Here is some advice on writing teachpacks for PLT’s DrScheme. About teachpacks: Teaching languages are small subsets of a full programming language. While such restrictions simplify error diagnosis and the construction of tools, they also make it impossible (or at least difficult) to write some interesting programs. To circumvent this restriction, it is possible to [...]
Until a recent trip, I hadn’t used the XO very hard, or configured it at all. Before heading out, I read Bill’s article and found some real gems that, along with my own preferences, make using the XO a much more pleasurable experience. They follow: Disable the terrible hot-corner feature Disable Alt-Tab to the Journal [...]
Feh is the only image viewer that is both easy to install and use on the XO. I never thought I would use the XO as an image viewer until I found how convenient it was to pass around to folks in lieu of a much larger laptop.
Back when my co-worker and I were preparing some white-papers (the research was the hard part), we decided to present them in “conference paper layout” initially. SIGPLAN provides some such templates for MS Word here. Alternately, here are some local copies: sigplanconf.dot sigplanconf-varsize.dot
OLPC XO OS build 703 has at least two significant changes: The first is that it automatically suspend when closed, with this caveat: the system can’t suspend when the USB bus is in use by an external device (unless it’s a USB mass storage device and has been fully allowed to write any cached info [...]
This article led me to IntellaSys, which offers this tiny little 24-core CPU that runs Forth code!
Typed Scheme is a typed dialect of PLT Scheme. It integrates with modules written in other PLT dialects, and provides a type system designed to support common Scheme idioms. Typed Scheme is a pretty neat language because it can can both use and be used by (untyped) Scheme code in PLT Scheme.
After using the OLPC XO heavily for the past three weeks for web browsing, pdf reading, and educational game playing (by my 5 year old nephew), I can’t help me get the feeling that the XO was made for its creators, and not for children. Now don’t get me wrong, I love the thing; but [...]
colorForth is a redesign of [Forth] for the 21st century. It also draws upon a 20-year evolution of minimal instruction-set microprocessors. Now implemented on modern PCs, it runs stand-alone without an operating system. Applications are recompiled from source with a simple optimizing compiler. It is the child of Chuck Moore, the creator of Forth.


--- WHAT NEEDS TO BE DONE ---
Word for word, set down the lines from the one that contains "Show the detection" through the final line of the data; no pictures belong in the copy.

Stored items from a collection
:::
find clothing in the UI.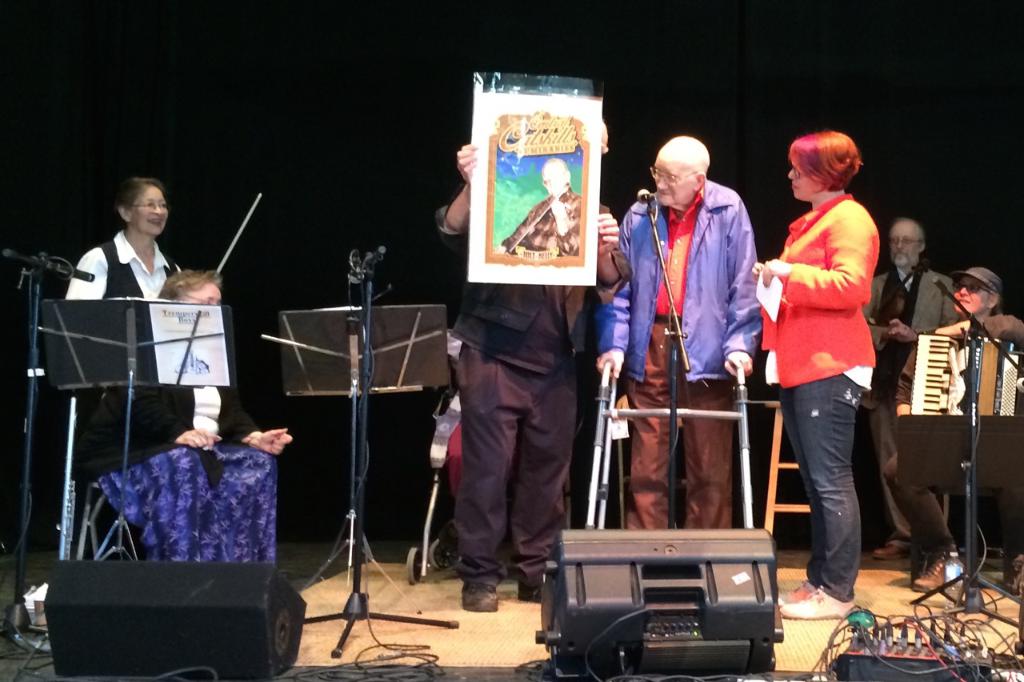
UI element at (139,355,280,572).
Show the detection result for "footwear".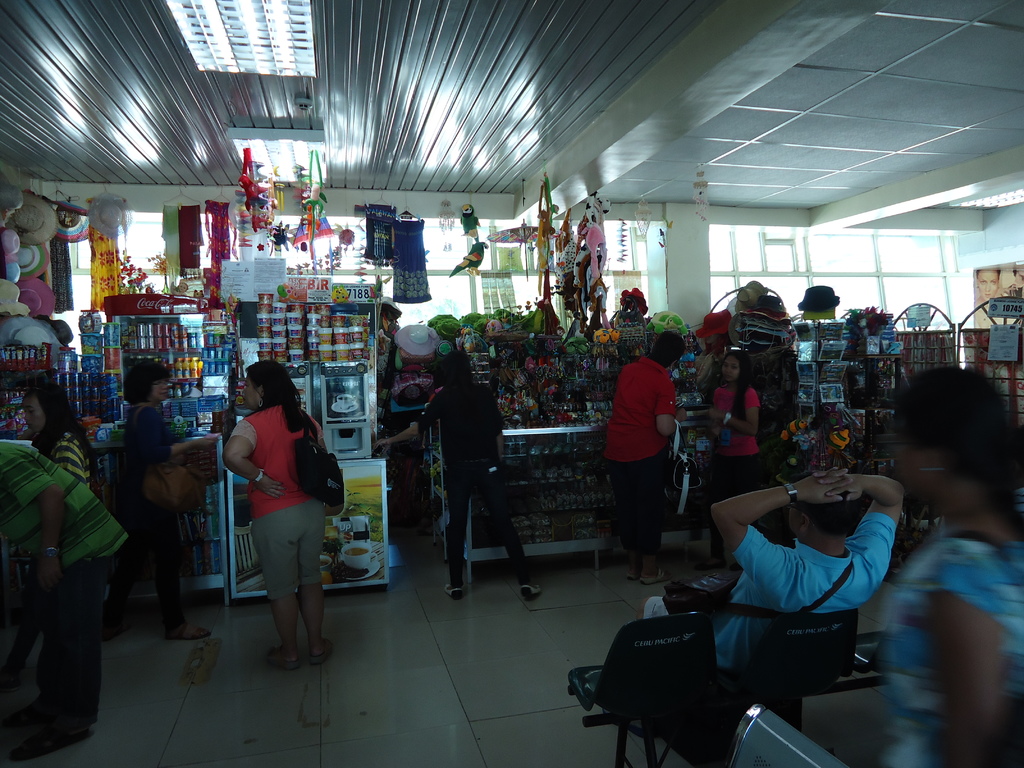
left=446, top=586, right=465, bottom=604.
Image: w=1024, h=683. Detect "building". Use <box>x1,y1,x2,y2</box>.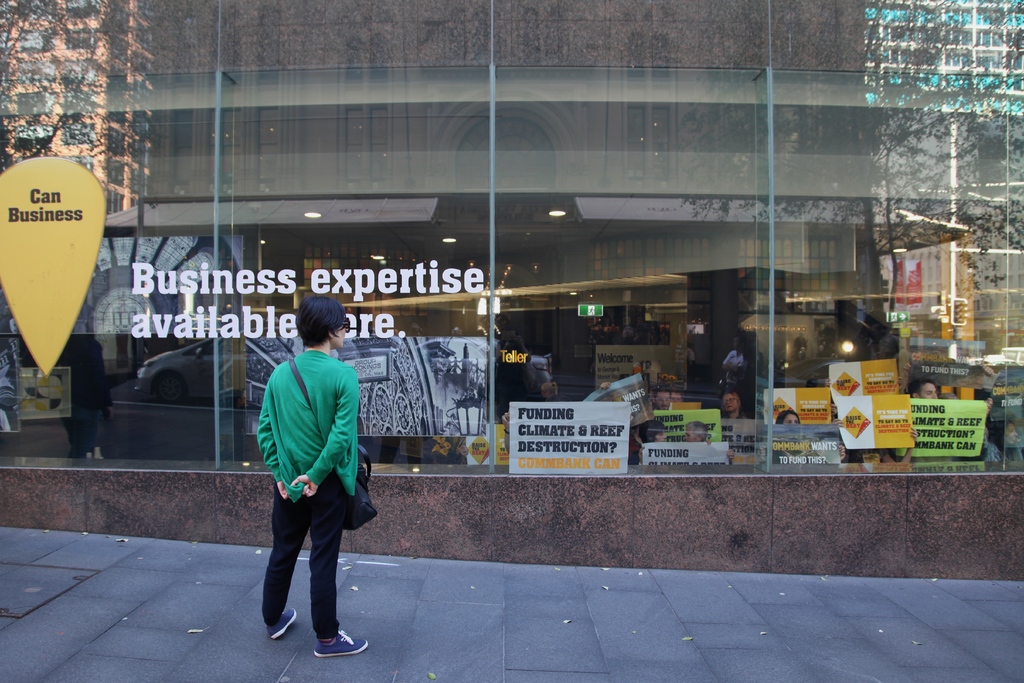
<box>0,0,1023,580</box>.
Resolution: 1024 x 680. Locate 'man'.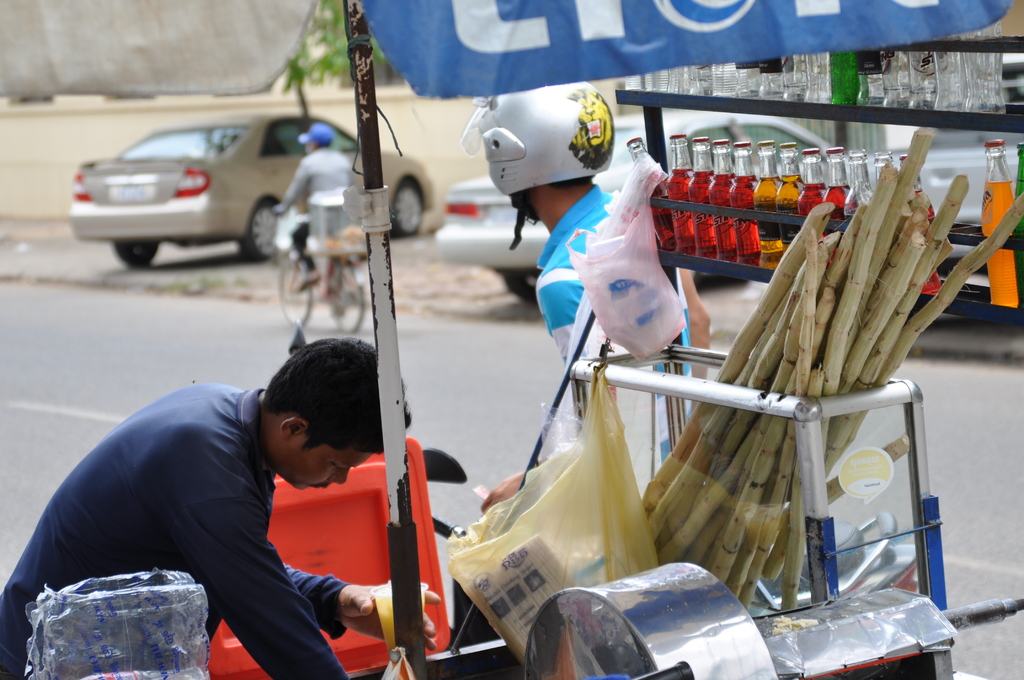
(x1=278, y1=114, x2=371, y2=295).
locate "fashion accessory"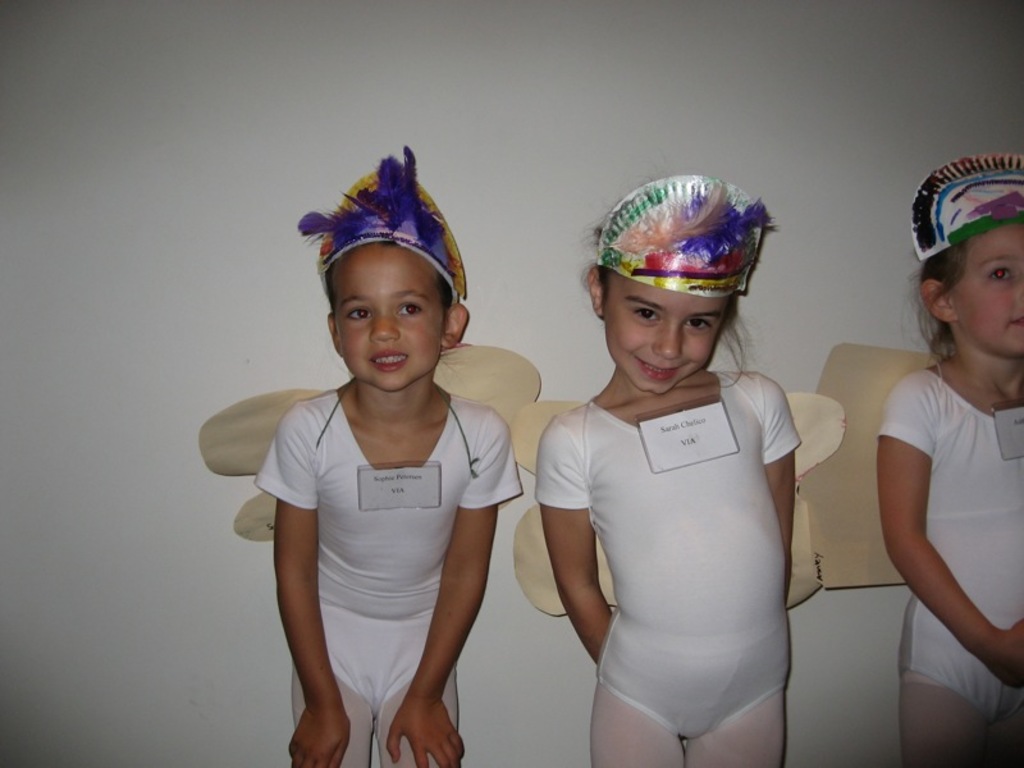
[908, 156, 1023, 253]
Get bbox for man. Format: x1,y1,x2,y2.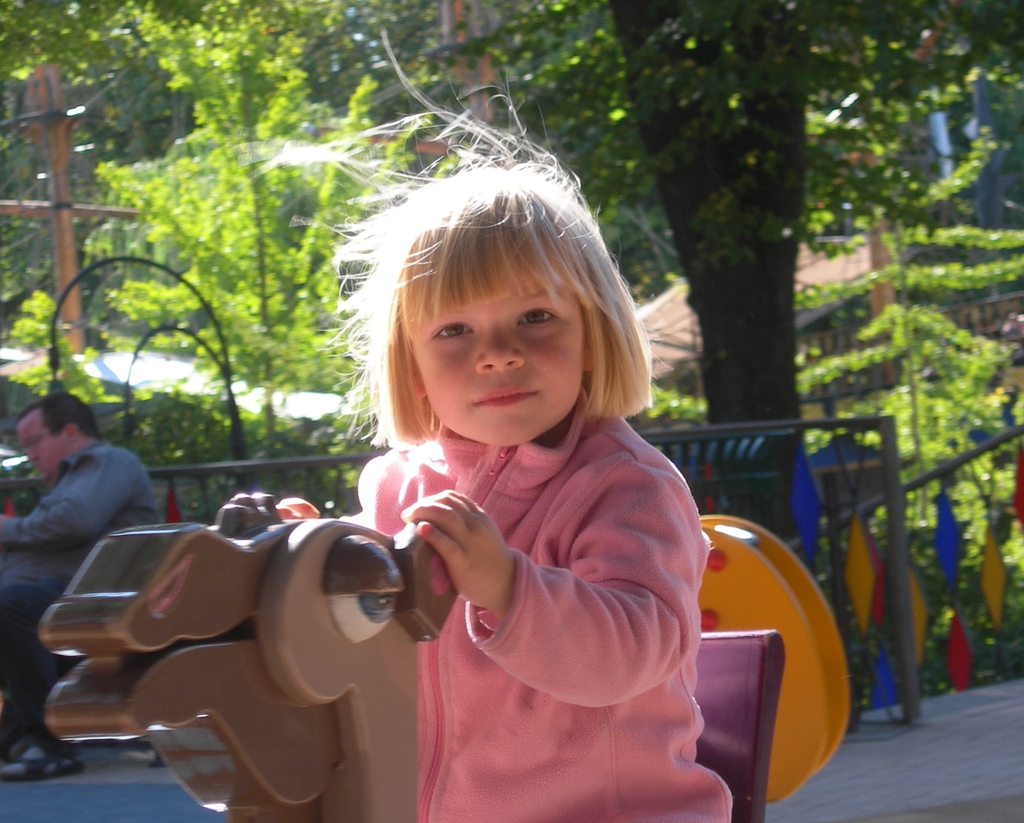
0,391,174,777.
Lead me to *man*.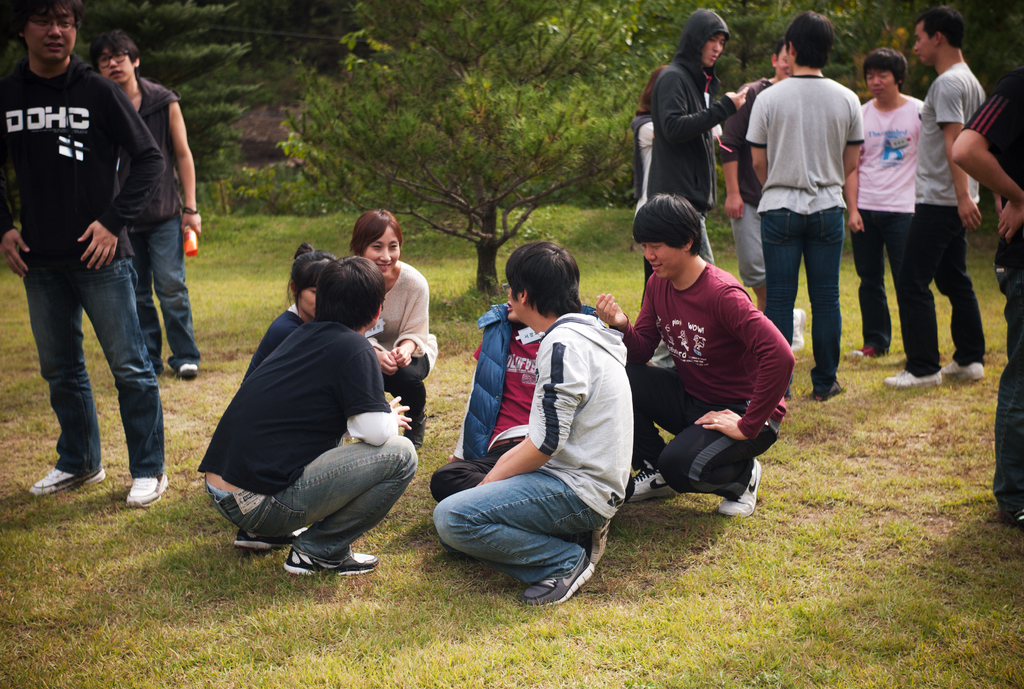
Lead to (593,191,795,521).
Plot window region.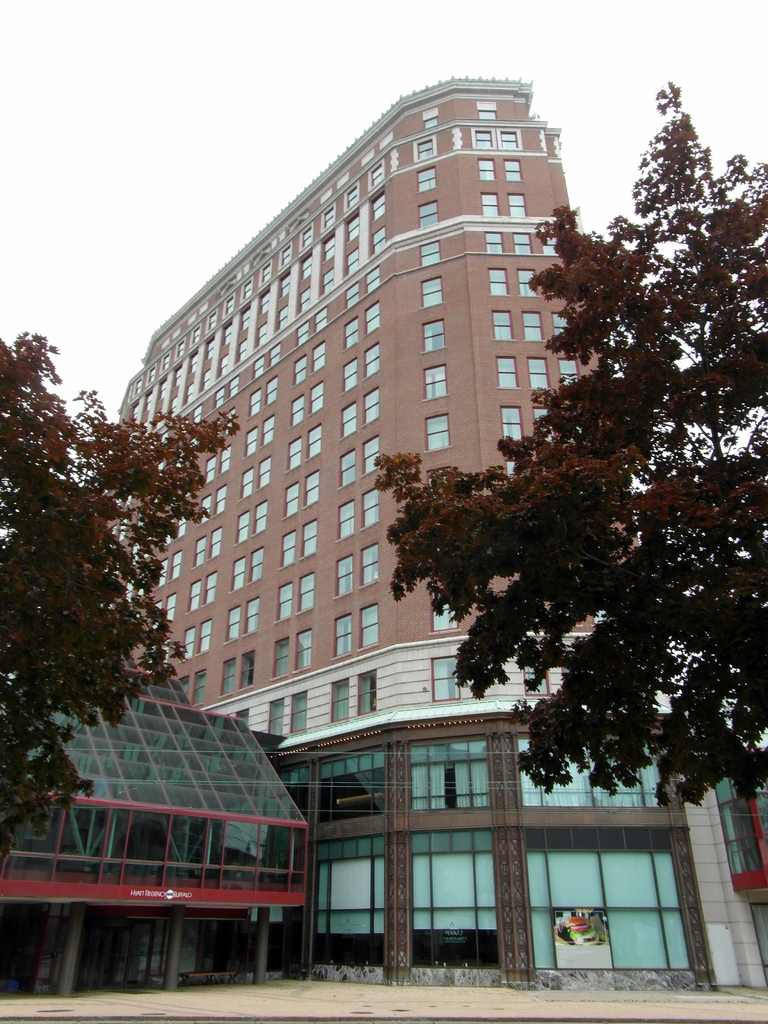
Plotted at 165, 591, 177, 620.
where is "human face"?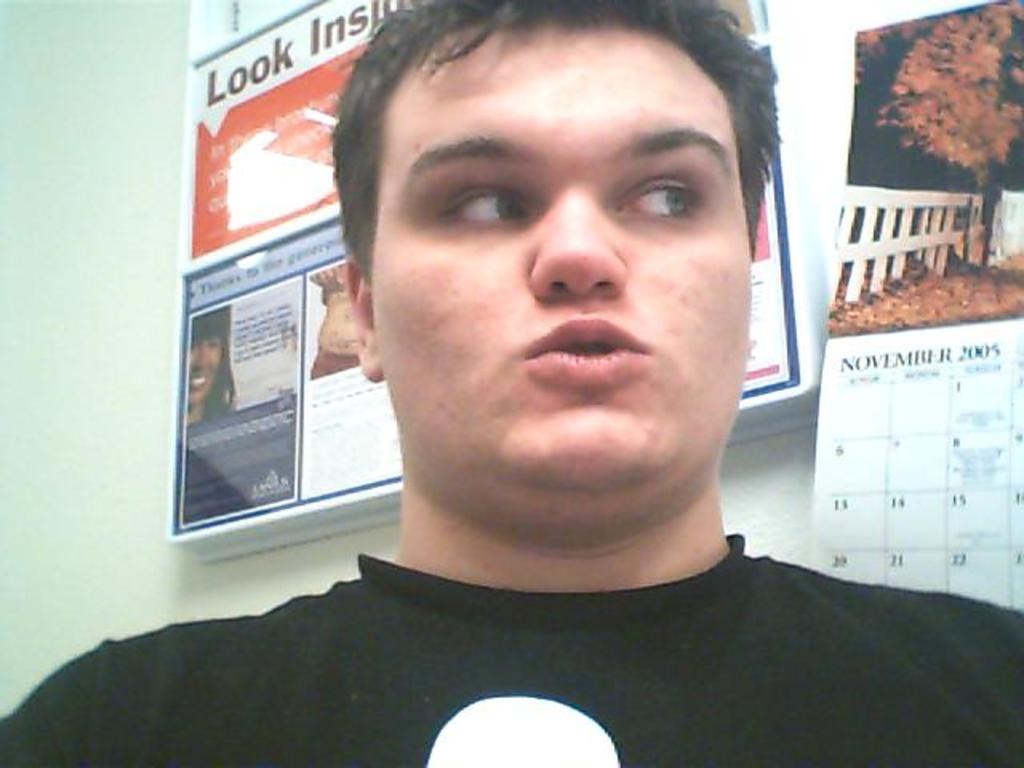
left=190, top=338, right=222, bottom=408.
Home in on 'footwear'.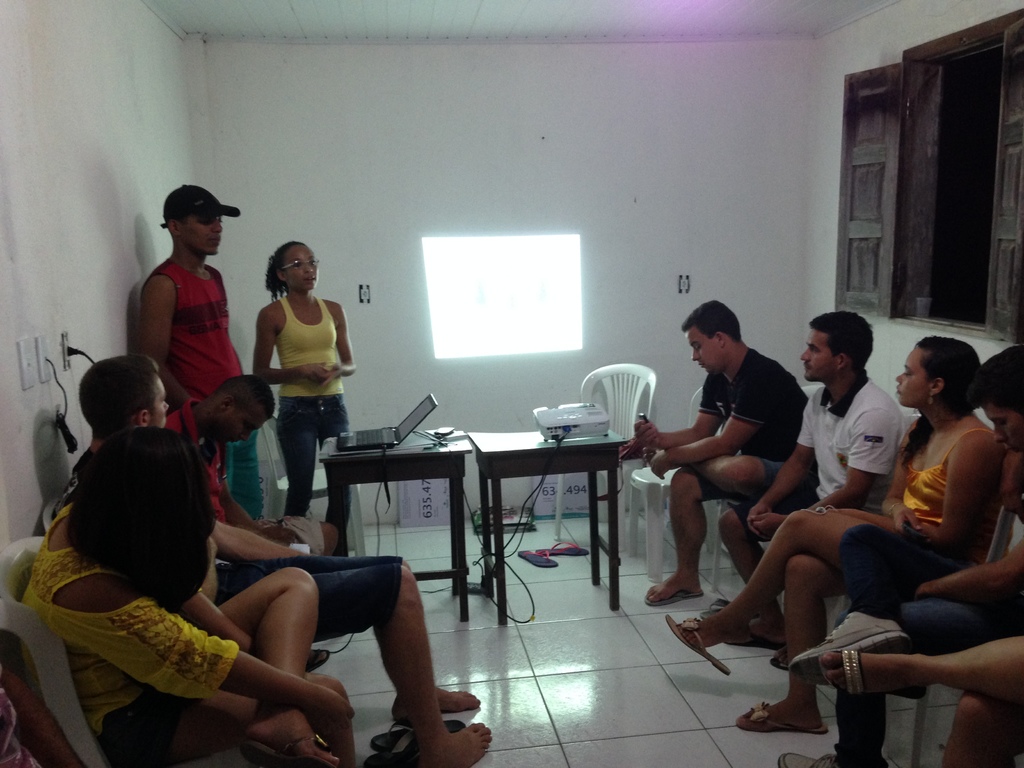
:::
--- OUTPUT OF THE EXERCISE ---
Show the detection result for "footwear".
left=446, top=586, right=465, bottom=604.
Image: w=1024, h=683. Detect "building". Use <box>x1,y1,x2,y2</box>.
<box>0,0,1023,580</box>.
Resolution: 1024 x 680. Locate 'man'.
(x1=278, y1=114, x2=371, y2=295).
locate "fashion accessory"
[908, 156, 1023, 253]
Get bbox for man. Format: x1,y1,x2,y2.
0,391,174,777.
Lead me to *man*.
Lead to (593,191,795,521).
Plot window region.
Plotted at 165, 591, 177, 620.
where is "human face"?
left=190, top=338, right=222, bottom=408.
Home in on 'footwear'.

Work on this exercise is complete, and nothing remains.